While being in the dock as the most high profile war crimes suspect at the International Criminal Court, Jean Pierre Bemba Gombo’s stepmother passed away in early January. On Monday, judges in The Hague allowed him to attend the requiem mass in Waterloo, Belgium.
By Thijs Bouwknegt
Bemba attended his stepmother’s funeral with his wife and five children, who live in Belgium. But despite the secrecy surrounding his release, some five hundred people had gathered at Waterloo’s Saint-Paul Church, including Congo’s Deputy Prime Minister Mobutu Nzanga. A good number of Belgian and Congolese journalists covered the event, with flashing cameras mainly pointed at Bemba.
Bemba, who is on trial at the ICC for overseeing a campaign of murder, rape and plunder in the Central African Republic (CAR), was back in The Hague at the end of the day. His trial resumed Tuesday, with a witness recounting how Bemba’s soldiers gang-raped her, killed her brother and looted property from their house in the CAR’s capital Bangui. With a psychologist on her side, ‘Witness 87’ testified incognito and with voice distortion.
It was the second time that Bemba was allowed to attend a funeral in Belgium. He travelled to Brussels after his father passed away in July 2009 while being in pre-trial detention. ICC prosecutors raised their objections to Monday’s release because they were concerned it would enable Bemba to identify prosecution witnesses. They also cited risks that he would not return to court.
But ultimately the three judges hearing Bemba’s case allowed him to go to Belgium for “humanitarian reasons”, albeit under strict conditions. Bemba, accompanied by court officials, was only allowed to communicate with close family members, and had to pay for the journey out of his own pocket.
Bemba, 48, has worn many hats: business tycoon, warlord, vice-president. Currently, he still has a seat in the Democratic Republic of Congo’s senate. He stands trial for ordering his Movement for the Liberation of Congo (MLC) militia to rape, murder and plunder in the CAR. He got involved in the CAR in 2002 when President Ange-Félix Patassé asked him to help fight a rebellion by then-General François Bozizé. During the brutal conflict that unfolded, all sides committed large-scale human rights violations against civilians. Bemba’s troops - better known in the CAR as Banyamulengue - left the country in March 2003. Bozizé took power after a coup while Pattasé went into exile in Togo.
Until now, Bemba is the only person to go to trial for atrocities committed in the CAR. Human rights organisations have criticised ICC Chief Prosecutor Luis Moreno Ocampo for only indicting Bemba and not going after Central African suspects. Critics have also called it a “missed opportunity” that court prosecutors did not charge Bemba with any crimes his MLC forces allegedly committed in the DRC’s Ituri region.
Bemba spent his privileged childhood in Brussels, Kinshasa and the northern Congolese border town of Gbadolite. After studying business in Brussels, he soon managed to become one of the richest men in the DRC in the 1990s when he was former President Mobutu Sese Seko’s personal assistant. But following the 1997 takeover by Laurent-Désiré Kabila, the multi-millionaire fled to Uganda where President Yoweri Museveni helped him create his rebel group. In just a few months, the group captured and controlled parts of northern DRC during the 1998-2003 civil war and made Gbadolite its headquarters.
Bemba laid down his weapons in 2003 and was elected one of the four vice-presidents within the Congolese transitional government. In 2006 he ran for president but lost, with very narrow margins, from Joseph Kabila. The following year Bemba was elected as senator. Meanwhile, relations between him and Kabila soured, culminating in clashes between the army and Bemba’s militia later that year. Bemba fled to Portugal, and was arrested in 2008 in Brussels.
It took almost three years for the case to go to trial. Bemba’s lawyers contend that the case is politically motivated in order to remove him from future elections. They have tried to challenge the admissibility of the case, arguing that in 2004 a Bangui court decided not to start proceedings for the same crimes. ICC Appeals judges, however, in October 2010 paved the way for the trial to start, citing orders from both Bangui’s Appeals Court and Court of Cassation who had ruled that the case should be referred to the ICC.
As Bemba is on trial, the CAR’s former enemies Bozizé and Pattassé have entered the stage of a new battle as both stand candidate for this month’s polls. Posters and banners, carrying their names, went up Monday as campaigning kicked off for presidential and legislative elections on January 23rd.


# How to complete this task:
An exact transcription of the entries is required, with no images included.

Dataset records
= Beginning of Section =
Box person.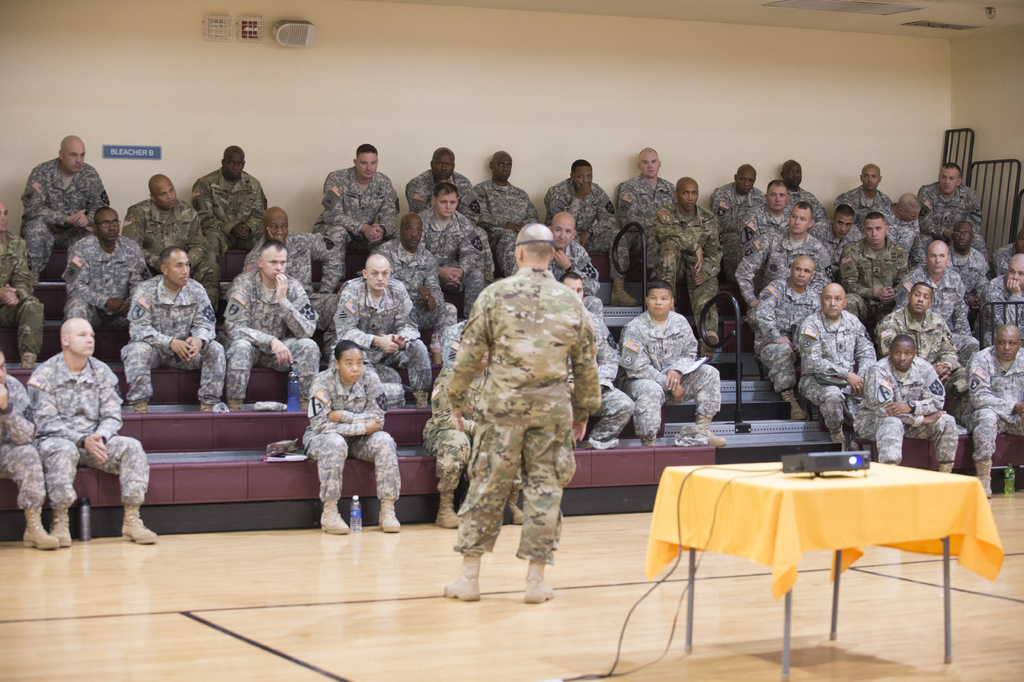
left=810, top=201, right=867, bottom=269.
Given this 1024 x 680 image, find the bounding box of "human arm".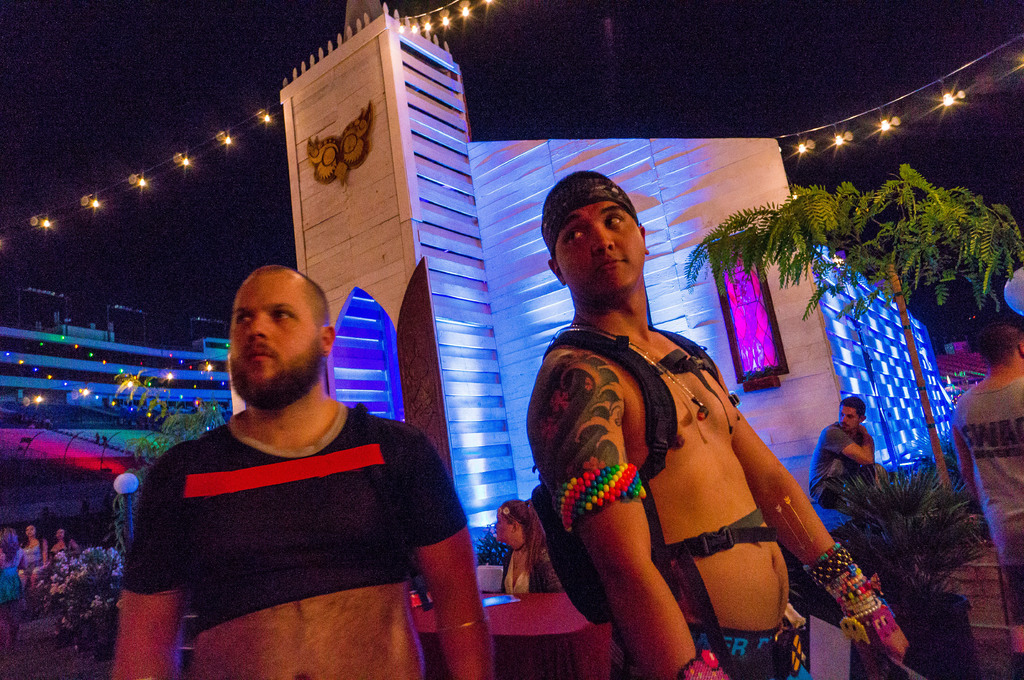
detection(113, 446, 186, 679).
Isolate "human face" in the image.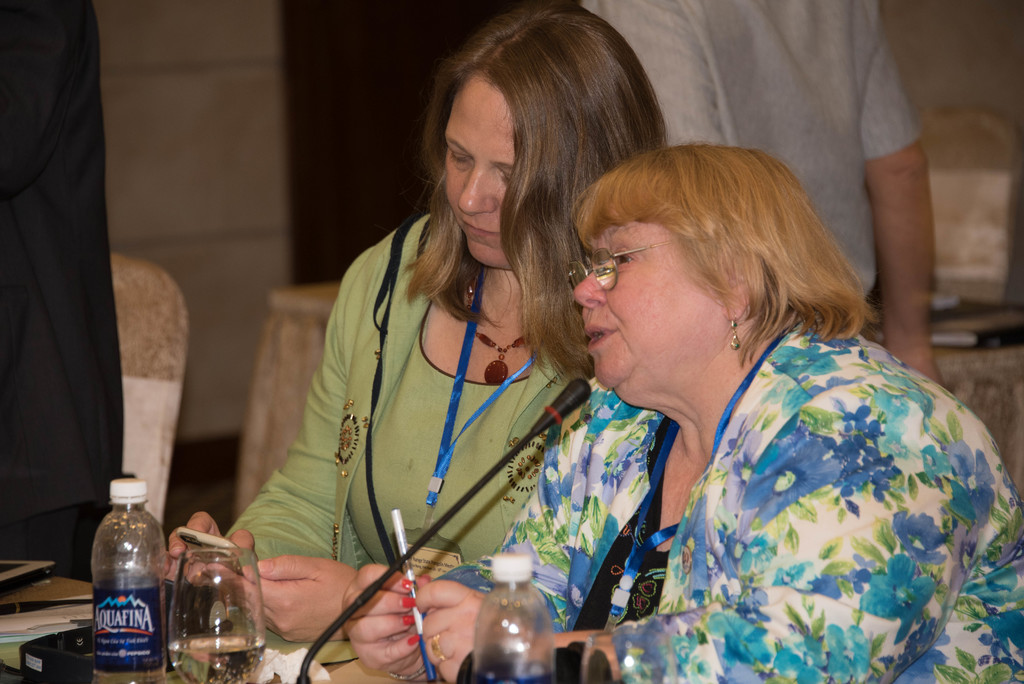
Isolated region: crop(573, 221, 717, 406).
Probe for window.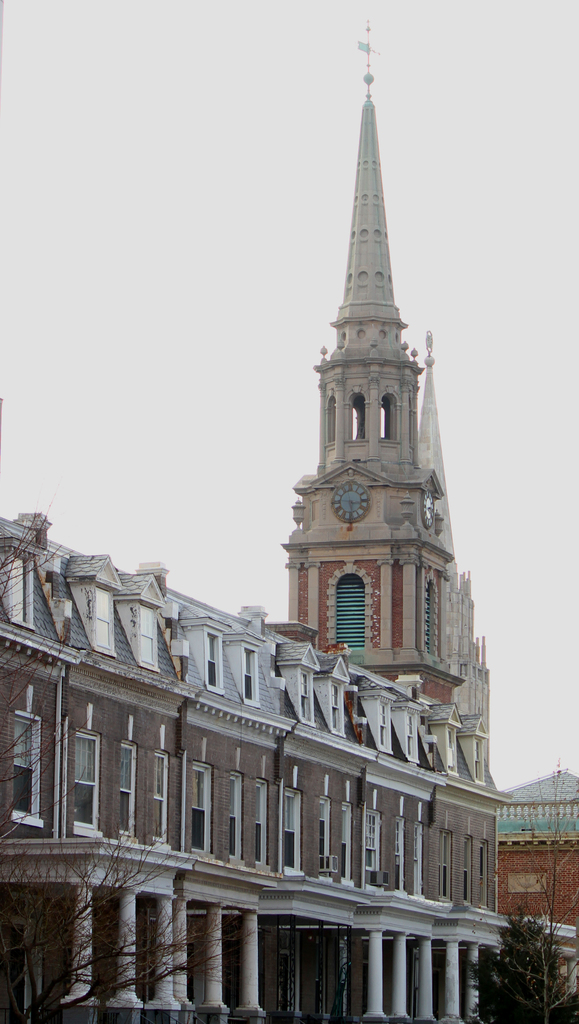
Probe result: pyautogui.locateOnScreen(0, 540, 48, 629).
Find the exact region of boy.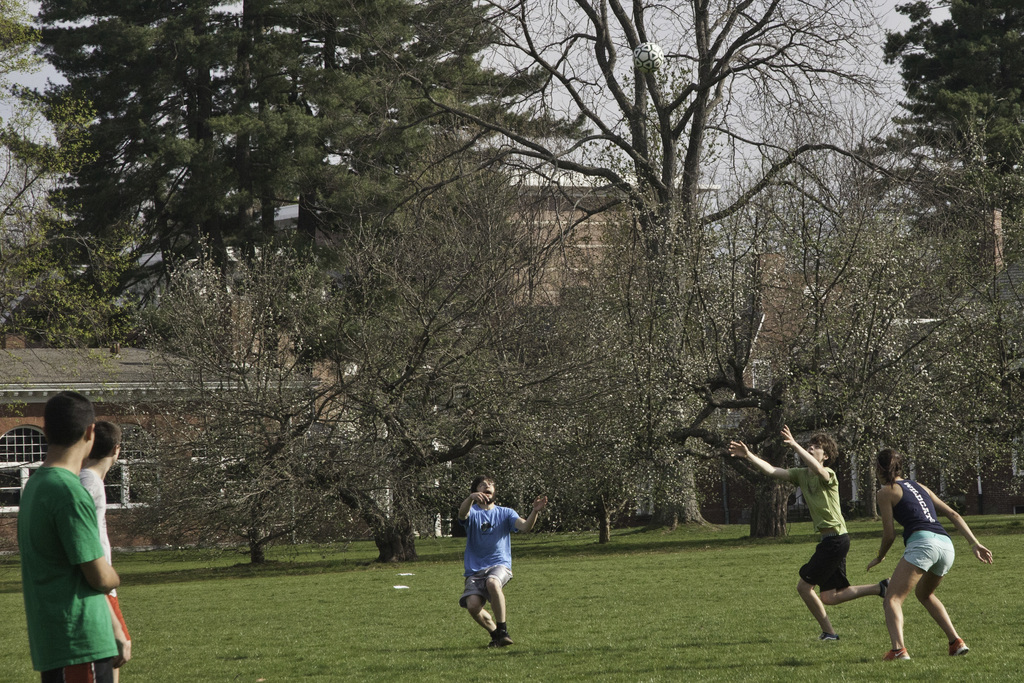
Exact region: crop(75, 420, 136, 682).
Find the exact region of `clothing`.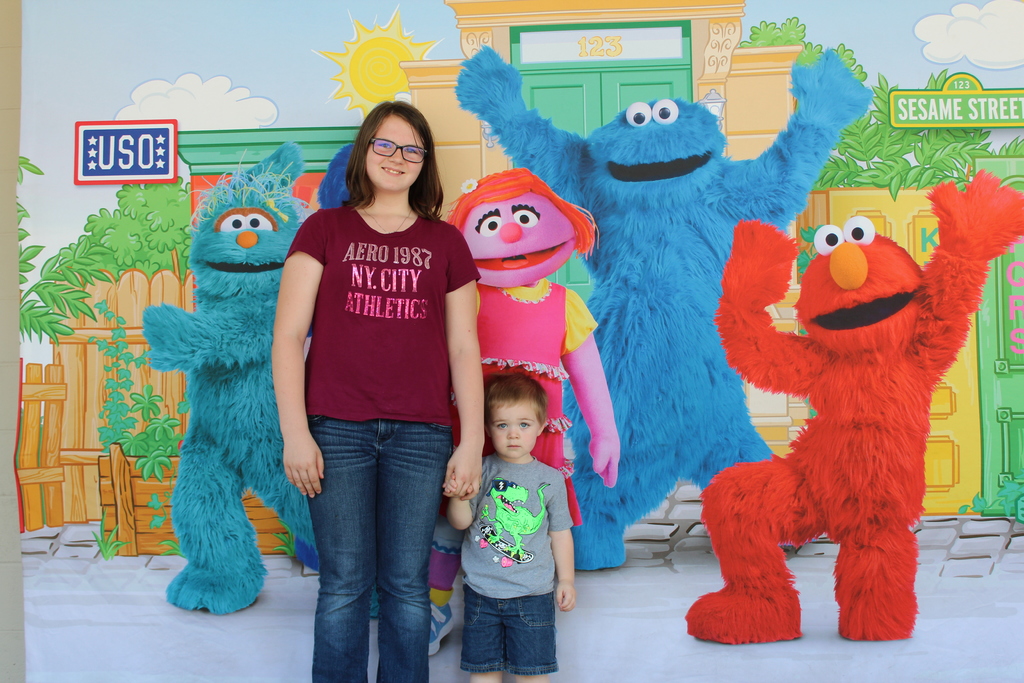
Exact region: 468:281:602:523.
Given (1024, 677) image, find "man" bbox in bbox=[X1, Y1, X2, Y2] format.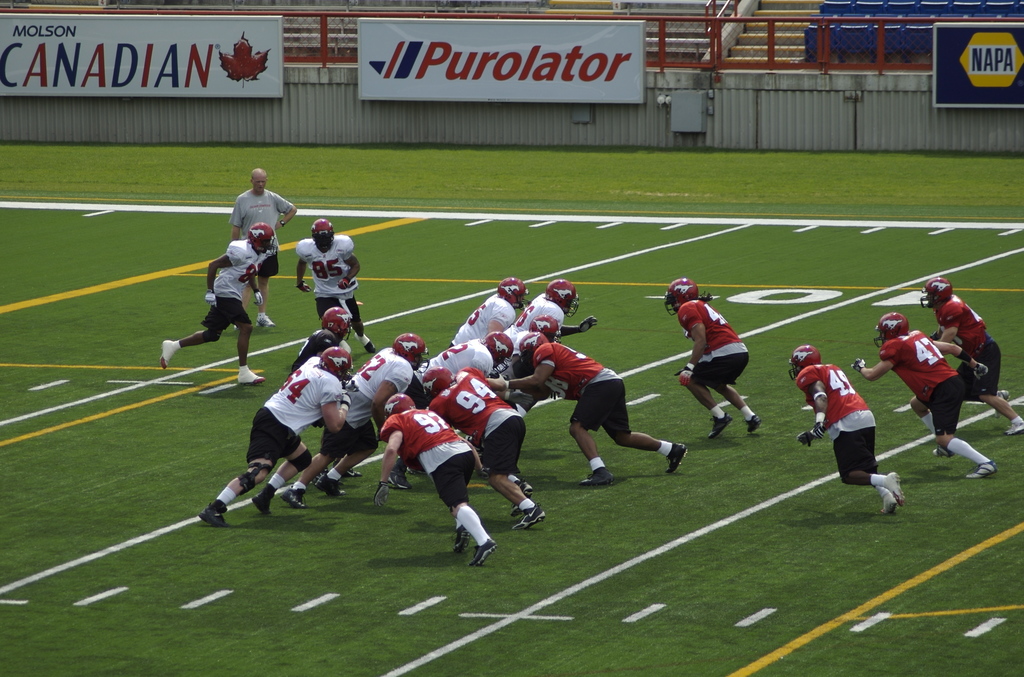
bbox=[289, 306, 362, 492].
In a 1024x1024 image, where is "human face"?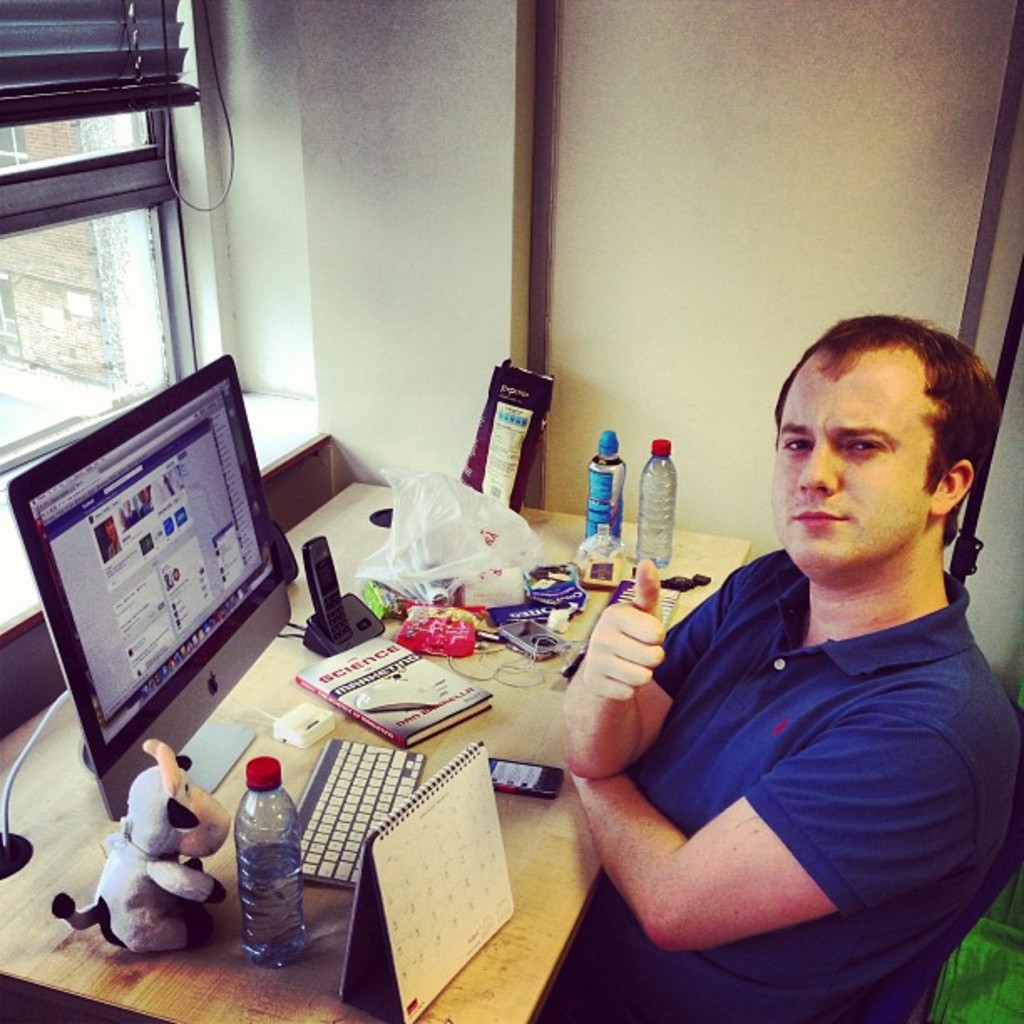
= End of Section =
# Result for this task:
Box person.
left=810, top=201, right=867, bottom=269.
Given this 1024 x 680 image, find the bounding box of "human arm".
detection(113, 446, 186, 679).
Isolate "human face" in the image.
Isolated region: crop(573, 221, 717, 406).
Probe for window.
Probe result: pyautogui.locateOnScreen(0, 540, 48, 629).
Find the exact region of boy.
Exact region: crop(75, 420, 136, 682).
Find the exact region of `clothing`.
Exact region: 468:281:602:523.
Given (1024, 677) image, find "man" bbox in bbox=[X1, Y1, X2, Y2] format.
bbox=[289, 306, 362, 492].
In a 1024x1024 image, where is "human face"?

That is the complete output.